Orange juice and grape juice tend to cause fewer problems because they contain little to no sorbitol and have a more balanced fructose-to-glucose ratio. If you love juice but your stomach doesn’t, switching to these varieties may help.
Fructose Malabsorption Is Surprisingly Common
Some people are more sensitive to juice than others, and the reason often comes down to fructose malabsorption. This is the most common type of non-immune food intolerance, affecting an estimated 20% to 30% of the European population. It’s not the same as the rare hereditary fructose intolerance (which affects about 1 in 25,000 people). Fructose malabsorption simply means your small intestine doesn’t absorb fructose efficiently.
If you develop symptoms after consuming less than 25 to 30 grams of fructose, you likely have primary fructose malabsorption. For context, a 12-ounce glass of apple juice contains roughly 20 to 24 grams of fructose, so even a single large serving can be enough to trigger diarrhea, gas, or abdominal pain in someone with this sensitivity. People without malabsorption can still get symptoms, it just takes a higher dose.
Juice and Diarrhea in Children
Children are especially vulnerable because their smaller intestines have a lower absorption capacity than adults. A condition called “toddler’s diarrhea,” or chronic nonspecific diarrhea, has been directly linked to excessive juice intake. Kids with this condition have multiple loose stools per day but are otherwise healthy and growing normally. The problem is almost always carbohydrate malabsorption from drinking too much juice, particularly varieties high in sorbitol or with a high fructose-to-glucose ratio.
The American Academy of Pediatrics has set clear limits to help prevent this:
- Under 12 months: No juice at all unless a doctor specifically recommends it.
- Ages 1 to 3: No more than 4 ounces per day.
- Ages 4 to 6: 4 to 6 ounces per day.
- Ages 7 to 18: 8 ounces (one cup) per day.

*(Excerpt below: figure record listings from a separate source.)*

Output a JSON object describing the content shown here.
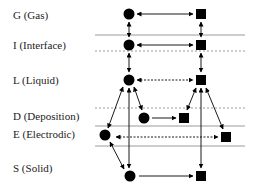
{
  "diagram": {
    "phases": [
      {
        "id": "G",
        "label": "G (Gas)",
        "y": 15
      },
      {
        "id": "I",
        "label": "I (Interface)",
        "y": 45
      },
      {
        "id": "L",
        "label": "L (Liquid)",
        "y": 80
      },
      {
        "id": "D",
        "label": "D (Deposition)",
        "y": 116
      },
      {
        "id": "E",
        "label": "E (Electrodic)",
        "y": 134
      },
      {
        "id": "S",
        "label": "S (Solid)",
        "y": 168
      }
    ],
    "boundaries": [
      {
        "y": 35,
        "style": "solid"
      },
      {
        "y": 51,
        "style": "dotted"
      },
      {
        "y": 108,
        "style": "dotted"
      },
      {
        "y": 126,
        "style": "solid"
      },
      {
        "y": 146,
        "style": "solid"
      }
    ],
    "circles": [
      {
        "phase": "G",
        "x": 129,
        "y": 14
      },
      {
        "phase": "I",
        "x": 129,
        "y": 45
      },
      {
        "phase": "L",
        "x": 129,
        "y": 80
      },
      {
        "phase": "D",
        "x": 144,
        "y": 118
      },
      {
        "phase": "E",
        "x": 105,
        "y": 135
      },
      {
        "phase": "S",
        "x": 130,
        "y": 176
      }
    ],
    "squares": [
      {
        "phase": "G",
        "x": 201,
        "y": 14
      },
      {
        "phase": "I",
        "x": 201,
        "y": 45
      },
      {
        "phase": "L",
        "x": 201,
        "y": 80
      },
      {
        "phase": "D",
        "x": 184,
        "y": 118
      },
      {
        "phase": "E",
        "x": 226,
        "y": 137
      },
      {
        "phase": "S",
        "x": 201,
        "y": 176
      }
    ],
    "colors": {
      "line": "#9a9a9a",
      "shape": "#000000",
      "text": "#222222"
    }
  }
}
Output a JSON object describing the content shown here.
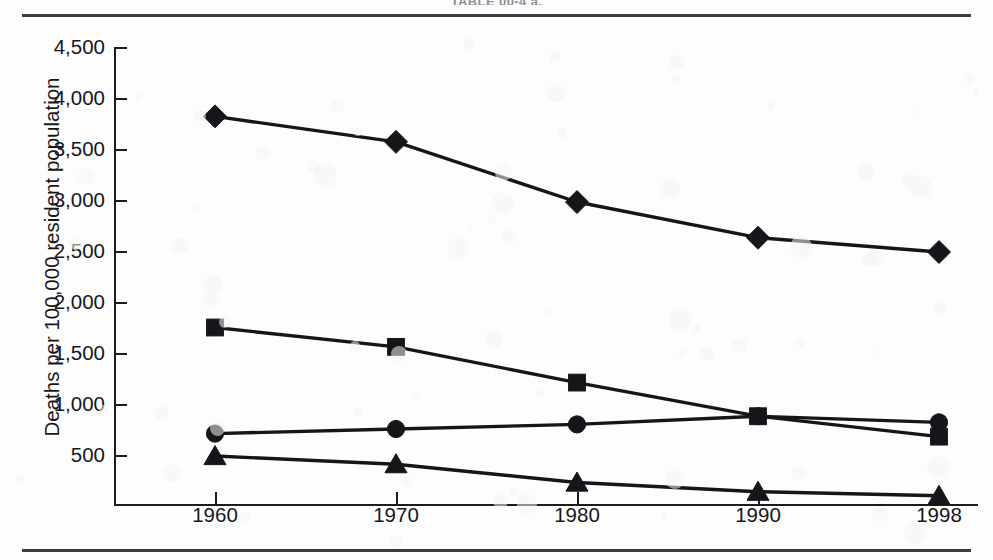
{
  "figure": {
    "caption": "TABLE 00-4 a."
  },
  "chart_data": {
    "type": "line",
    "title": "",
    "subtitle": "",
    "xlabel": "",
    "ylabel": "Deaths per 100,000 resident population",
    "categories": [
      "1960",
      "1970",
      "1980",
      "1990",
      "1998"
    ],
    "x": [
      1960,
      1970,
      1980,
      1990,
      1998
    ],
    "xtick_labels": [
      "1960",
      "1970",
      "1980",
      "1990",
      "1998"
    ],
    "ytick_labels": [
      "4,500",
      "4,000",
      "3,500",
      "3,000",
      "2,500",
      "2,000",
      "1,500",
      "1,000",
      "500"
    ],
    "ytick_values": [
      4500,
      4000,
      3500,
      3000,
      2500,
      2000,
      1500,
      1000,
      500
    ],
    "ylim": [
      0,
      4500
    ],
    "xlim": [
      1955,
      2002
    ],
    "grid": false,
    "legend": "none",
    "series": [
      {
        "name": "series-diamond",
        "marker": "diamond",
        "color": "#16161a",
        "values": [
          3820,
          3570,
          2980,
          2630,
          2490
        ]
      },
      {
        "name": "series-square",
        "marker": "square",
        "color": "#16161a",
        "values": [
          1750,
          1560,
          1210,
          880,
          680
        ]
      },
      {
        "name": "series-circle",
        "marker": "circle",
        "color": "#16161a",
        "values": [
          710,
          755,
          800,
          880,
          820
        ]
      },
      {
        "name": "series-triangle",
        "marker": "triangle",
        "color": "#16161a",
        "values": [
          490,
          410,
          230,
          140,
          100
        ]
      }
    ]
  }
}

Four ounces is half a cup, which is far less than most parents pour. If your toddler is having persistent loose stools, cutting back on juice is one of the first and most effective things to try.

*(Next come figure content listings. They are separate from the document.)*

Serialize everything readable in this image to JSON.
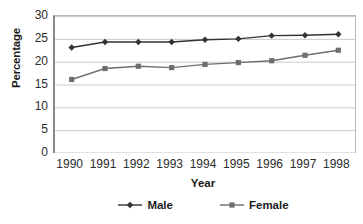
{
  "chart_data": {
    "type": "line",
    "title": "",
    "xlabel": "Year",
    "ylabel": "Percentage",
    "categories": [
      "1990",
      "1991",
      "1992",
      "1993",
      "1994",
      "1995",
      "1996",
      "1997",
      "1998"
    ],
    "series": [
      {
        "name": "Male",
        "marker": "diamond",
        "color": "#333333",
        "values": [
          23.1,
          24.3,
          24.3,
          24.3,
          24.8,
          25.0,
          25.7,
          25.8,
          26.0
        ]
      },
      {
        "name": "Female",
        "marker": "square",
        "color": "#6e6e6e",
        "values": [
          16.1,
          18.5,
          19.0,
          18.7,
          19.4,
          19.8,
          20.2,
          21.4,
          22.5
        ]
      }
    ],
    "ylim": [
      0,
      30
    ],
    "yticks": [
      0,
      5,
      10,
      15,
      20,
      25,
      30
    ],
    "ytick_labels": [
      "0",
      "5",
      "10",
      "15",
      "20",
      "25",
      "30"
    ],
    "grid": "horizontal",
    "legend_position": "bottom"
  },
  "axes": {
    "y_title": "Percentage",
    "x_title": "Year"
  },
  "legend": {
    "entries": [
      {
        "label": "Male"
      },
      {
        "label": "Female"
      }
    ]
  },
  "colors": {
    "male_line": "#333333",
    "female_line": "#6e6e6e",
    "gridline": "#c9c9c9",
    "axis": "#8a8a8a",
    "text": "#1a1a1a"
  },
  "artifact": {
    "bottom_text": ""
  }
}
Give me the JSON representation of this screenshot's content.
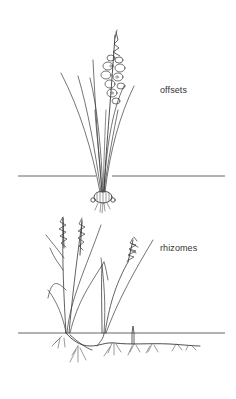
{
  "figure": {
    "panels": [
      {
        "id": "offsets",
        "label": "offsets",
        "subject": "flowering plant with corm producing offsets",
        "ground_line_y": 176
      },
      {
        "id": "rhizomes",
        "label": "rhizomes",
        "subject": "grass spreading by underground rhizomes",
        "ground_line_y": 333
      }
    ]
  },
  "colors": {
    "background": "#ffffff",
    "ink": "#3a3a3a",
    "label_text": "#333333"
  }
}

How to Stop Juice-Related Diarrhea
The fix is straightforward: reduce or eliminate juice until your symptoms resolve. For most people, diarrhea caused by excess juice clears up within a day or two once the sugar load drops. While your gut is recovering, the National Institute of Diabetes and Digestive and Kidney Diseases recommends avoiding foods and drinks that contain large amounts of fructose, sugar alcohols like sorbitol, caffeine, and high-fat foods, as these can all worsen diarrhea.
Once you’re feeling better, you can reintroduce juice in smaller amounts. Diluting juice with water (a 50/50 mix is a good starting point) cuts the sugar concentration per serving and makes it easier for your intestines to keep up. Drinking juice with a meal rather than on an empty stomach also slows absorption and reduces the osmotic effect.
If you want the nutrients from fruit without the diarrhea risk, eating whole fruit is a better option. Whole fruit contains fiber that slows down sugar absorption and keeps fructose from hitting your intestines all at once. You’d also have a hard time eating enough whole fruit to match the sugar load in a glass of juice. It takes three or four apples to make one cup of apple juice, but you’re unlikely to eat that many in a sitting.
When It Might Be Something Else
Juice-related diarrhea typically stops when you stop drinking juice. If cutting back doesn’t resolve your symptoms within a few days, the diarrhea may have a different cause. Chronic diarrhea that persists regardless of diet changes can signal conditions like irritable bowel syndrome, celiac disease, inflammatory bowel disease, or infections. Persistent diarrhea in a child who is losing weight or not growing properly also warrants a closer look, since toddler’s diarrhea shouldn’t affect growth.